From Emergency to Fix: Point-of-Use Water Filtration Technology in Colonias Along the United States-Mexico Border
Abstract
Small-scale decentralized facilities and technologies are rapidly becoming a
dominant technological fix to deliver water to underserved populations in developing
nations. This project examines the case of a university partnership with government
agencies seeking to roll out new POU (point-of-use) and POE (point-of-entry) devices in
colonias – low-income, rural and peri-urban subdivisions commonly defined by their
proximity to the US-Mexico border. This study critically evaluates the role of POU and
POE devices as a substitute for community-based water governance, leading to self-managed
systems. I measure whether these technologies will advance overall household
water security, evaluate the program’s overall costs and benefits, and analyze the process
by which the implementation of POU devices is institutionalized as a water governance
strategy in El Paso colonias.
The study uses data collected from household surveys with colonia residents in
order to measure household water security using a novel Guttman scalogram method.
The household water security assessment is compared with interviews and other data on
the technology to assess whether POU and POE devices can improve residents’ current
water security status. In addition, I used data from semi-structured interviews in order to
analyze the process by which POU technologies have been decontextualized from
emergency response uses and repurposed as a technological fix to poor water services in
the colonias.
Findings indicate that the technological fix for the socio-environmental problem
of acceptable drinking water will likely add more financial and labor burdens on already
vulnerable populations. Consequently, the rollout of these technologies shifts the costs of
acceptable and secure drinking water from collective efforts to low-income individual
households. I argue that the driver of this governance shift is the formation of a
neoliberal discourse coalition which mobilizes and legitimizes soft-technologies as a
solution to water insecurity, thus resulting in EPAs support of an epistemic community
of technical and behavioral experts determined to disseminate the technologies in the
US. As the state and experts roll out these technologies as cost-saving devices they exert
incredible power to re-enroll people in mediating water-society relations and reproduce
hierarchies of power in water management systems.
Citation
Vandewalle, Emily Lauren (2014). From Emergency to Fix: Point-of-Use Water Filtration Technology in Colonias Along the United States-Mexico Border. Master's thesis, Texas A & M University. Available electronically from https : / /hdl .handle .net /1969 .1 /152811.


## What the exercise asks
Report each line of the data below in which "group" appears.

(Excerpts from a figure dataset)
*****

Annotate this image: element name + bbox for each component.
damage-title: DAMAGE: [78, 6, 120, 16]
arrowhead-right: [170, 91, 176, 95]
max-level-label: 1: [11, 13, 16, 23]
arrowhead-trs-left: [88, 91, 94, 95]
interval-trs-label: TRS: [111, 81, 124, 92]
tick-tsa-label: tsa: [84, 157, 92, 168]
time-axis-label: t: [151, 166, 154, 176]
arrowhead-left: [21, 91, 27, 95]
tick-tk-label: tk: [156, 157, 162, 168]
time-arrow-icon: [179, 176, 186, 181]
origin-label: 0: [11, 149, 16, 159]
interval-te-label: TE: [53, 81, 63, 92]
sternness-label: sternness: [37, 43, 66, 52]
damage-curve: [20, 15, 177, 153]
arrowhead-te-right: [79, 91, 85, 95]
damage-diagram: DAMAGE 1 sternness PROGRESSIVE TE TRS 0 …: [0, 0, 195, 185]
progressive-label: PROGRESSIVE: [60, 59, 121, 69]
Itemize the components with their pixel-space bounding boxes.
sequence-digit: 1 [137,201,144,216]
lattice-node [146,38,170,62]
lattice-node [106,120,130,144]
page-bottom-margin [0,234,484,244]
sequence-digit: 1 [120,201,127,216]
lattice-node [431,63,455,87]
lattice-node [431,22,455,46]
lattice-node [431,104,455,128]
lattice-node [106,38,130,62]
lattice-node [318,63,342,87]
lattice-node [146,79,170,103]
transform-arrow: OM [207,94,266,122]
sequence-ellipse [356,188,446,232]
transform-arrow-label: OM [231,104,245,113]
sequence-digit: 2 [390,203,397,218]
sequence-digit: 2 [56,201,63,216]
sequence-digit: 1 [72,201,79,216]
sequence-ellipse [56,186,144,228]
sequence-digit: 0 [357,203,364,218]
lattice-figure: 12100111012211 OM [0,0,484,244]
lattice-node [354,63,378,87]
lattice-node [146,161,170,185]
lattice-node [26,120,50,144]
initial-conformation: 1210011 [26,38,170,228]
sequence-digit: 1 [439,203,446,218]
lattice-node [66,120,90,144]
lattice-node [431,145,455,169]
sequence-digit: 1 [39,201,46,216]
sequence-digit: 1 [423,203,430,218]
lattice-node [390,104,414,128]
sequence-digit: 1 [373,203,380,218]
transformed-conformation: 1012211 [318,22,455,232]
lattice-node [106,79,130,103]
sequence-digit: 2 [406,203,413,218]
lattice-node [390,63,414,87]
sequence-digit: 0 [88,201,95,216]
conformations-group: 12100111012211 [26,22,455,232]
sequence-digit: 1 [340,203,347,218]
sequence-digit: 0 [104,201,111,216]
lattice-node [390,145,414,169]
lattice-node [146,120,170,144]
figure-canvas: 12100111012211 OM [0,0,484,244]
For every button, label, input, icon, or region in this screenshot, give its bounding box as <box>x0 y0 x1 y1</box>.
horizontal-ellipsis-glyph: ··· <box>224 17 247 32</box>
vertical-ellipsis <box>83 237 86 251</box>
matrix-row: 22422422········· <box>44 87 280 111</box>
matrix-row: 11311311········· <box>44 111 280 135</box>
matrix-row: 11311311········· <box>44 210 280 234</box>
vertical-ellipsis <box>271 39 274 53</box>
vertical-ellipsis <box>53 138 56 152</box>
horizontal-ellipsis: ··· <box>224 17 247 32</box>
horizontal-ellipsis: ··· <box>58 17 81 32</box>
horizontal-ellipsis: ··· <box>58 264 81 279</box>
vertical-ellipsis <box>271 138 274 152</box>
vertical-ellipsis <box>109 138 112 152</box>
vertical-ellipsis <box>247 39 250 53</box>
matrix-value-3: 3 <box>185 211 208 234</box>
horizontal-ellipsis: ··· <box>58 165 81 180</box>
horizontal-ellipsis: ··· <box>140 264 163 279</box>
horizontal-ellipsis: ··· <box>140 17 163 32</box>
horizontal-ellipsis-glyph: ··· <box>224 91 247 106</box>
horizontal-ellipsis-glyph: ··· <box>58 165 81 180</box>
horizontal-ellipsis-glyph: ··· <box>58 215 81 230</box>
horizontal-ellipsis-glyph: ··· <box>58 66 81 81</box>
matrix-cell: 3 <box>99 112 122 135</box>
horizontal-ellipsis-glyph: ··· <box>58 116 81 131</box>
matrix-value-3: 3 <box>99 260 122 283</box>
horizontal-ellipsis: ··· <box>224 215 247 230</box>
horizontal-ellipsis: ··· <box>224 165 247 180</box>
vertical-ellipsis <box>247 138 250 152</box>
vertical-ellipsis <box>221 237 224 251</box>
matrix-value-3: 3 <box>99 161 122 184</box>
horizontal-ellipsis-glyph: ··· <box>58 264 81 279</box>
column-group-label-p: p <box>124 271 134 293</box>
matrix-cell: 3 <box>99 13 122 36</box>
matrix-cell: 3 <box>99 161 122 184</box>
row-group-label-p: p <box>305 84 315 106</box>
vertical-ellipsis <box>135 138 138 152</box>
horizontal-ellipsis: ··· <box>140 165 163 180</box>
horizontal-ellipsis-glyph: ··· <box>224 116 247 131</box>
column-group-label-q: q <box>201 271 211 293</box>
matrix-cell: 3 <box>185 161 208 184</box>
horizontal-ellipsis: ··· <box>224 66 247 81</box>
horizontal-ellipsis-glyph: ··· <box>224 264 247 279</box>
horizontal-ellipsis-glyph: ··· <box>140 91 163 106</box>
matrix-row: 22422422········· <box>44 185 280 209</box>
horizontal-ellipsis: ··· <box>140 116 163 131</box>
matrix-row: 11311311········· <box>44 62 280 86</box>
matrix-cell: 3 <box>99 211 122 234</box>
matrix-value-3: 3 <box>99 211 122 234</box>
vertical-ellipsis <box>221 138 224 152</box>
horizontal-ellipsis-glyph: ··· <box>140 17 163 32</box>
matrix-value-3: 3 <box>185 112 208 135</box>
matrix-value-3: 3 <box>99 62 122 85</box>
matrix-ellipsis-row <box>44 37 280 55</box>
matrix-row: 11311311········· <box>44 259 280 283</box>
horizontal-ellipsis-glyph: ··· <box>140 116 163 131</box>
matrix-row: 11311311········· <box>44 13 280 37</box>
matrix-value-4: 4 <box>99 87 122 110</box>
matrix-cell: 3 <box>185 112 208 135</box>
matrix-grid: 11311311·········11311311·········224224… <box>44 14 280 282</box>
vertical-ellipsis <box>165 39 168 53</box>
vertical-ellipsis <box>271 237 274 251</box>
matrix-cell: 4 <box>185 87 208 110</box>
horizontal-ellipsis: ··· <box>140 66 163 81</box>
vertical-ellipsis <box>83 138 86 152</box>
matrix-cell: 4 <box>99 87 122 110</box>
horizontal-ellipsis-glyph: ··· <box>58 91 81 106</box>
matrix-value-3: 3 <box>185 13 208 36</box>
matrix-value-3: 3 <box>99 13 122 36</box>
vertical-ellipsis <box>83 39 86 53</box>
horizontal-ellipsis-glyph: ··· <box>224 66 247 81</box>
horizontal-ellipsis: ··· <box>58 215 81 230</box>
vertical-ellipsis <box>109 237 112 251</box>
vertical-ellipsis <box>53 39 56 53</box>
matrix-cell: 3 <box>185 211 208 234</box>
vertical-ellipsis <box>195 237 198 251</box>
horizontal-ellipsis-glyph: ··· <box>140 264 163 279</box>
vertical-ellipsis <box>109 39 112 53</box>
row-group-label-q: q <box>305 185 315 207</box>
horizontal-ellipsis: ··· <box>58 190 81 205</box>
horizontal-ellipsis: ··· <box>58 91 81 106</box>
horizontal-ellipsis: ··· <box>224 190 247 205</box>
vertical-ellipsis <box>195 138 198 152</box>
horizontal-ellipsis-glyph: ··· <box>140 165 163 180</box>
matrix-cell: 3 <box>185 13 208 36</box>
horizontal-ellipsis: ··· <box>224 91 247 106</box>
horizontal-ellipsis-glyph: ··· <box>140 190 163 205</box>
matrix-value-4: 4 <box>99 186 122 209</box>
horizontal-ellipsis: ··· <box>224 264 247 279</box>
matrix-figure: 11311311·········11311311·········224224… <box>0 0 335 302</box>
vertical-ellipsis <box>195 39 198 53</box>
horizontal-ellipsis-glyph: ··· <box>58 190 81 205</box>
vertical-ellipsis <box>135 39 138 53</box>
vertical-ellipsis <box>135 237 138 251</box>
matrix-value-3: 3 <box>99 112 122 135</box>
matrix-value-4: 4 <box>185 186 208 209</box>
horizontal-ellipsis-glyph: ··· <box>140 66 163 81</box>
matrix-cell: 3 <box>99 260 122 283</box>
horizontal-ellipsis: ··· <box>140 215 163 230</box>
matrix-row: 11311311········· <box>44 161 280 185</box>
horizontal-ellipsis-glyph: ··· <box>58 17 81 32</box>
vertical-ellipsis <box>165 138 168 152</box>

*****

## Response to this exercise
conformations-group: 12100111012211 [26,22,455,232]
column-group-label-p: p <box>124 271 134 293</box>
row-group-label-p: p <box>305 84 315 106</box>
column-group-label-q: q <box>201 271 211 293</box>
row-group-label-q: q <box>305 185 315 207</box>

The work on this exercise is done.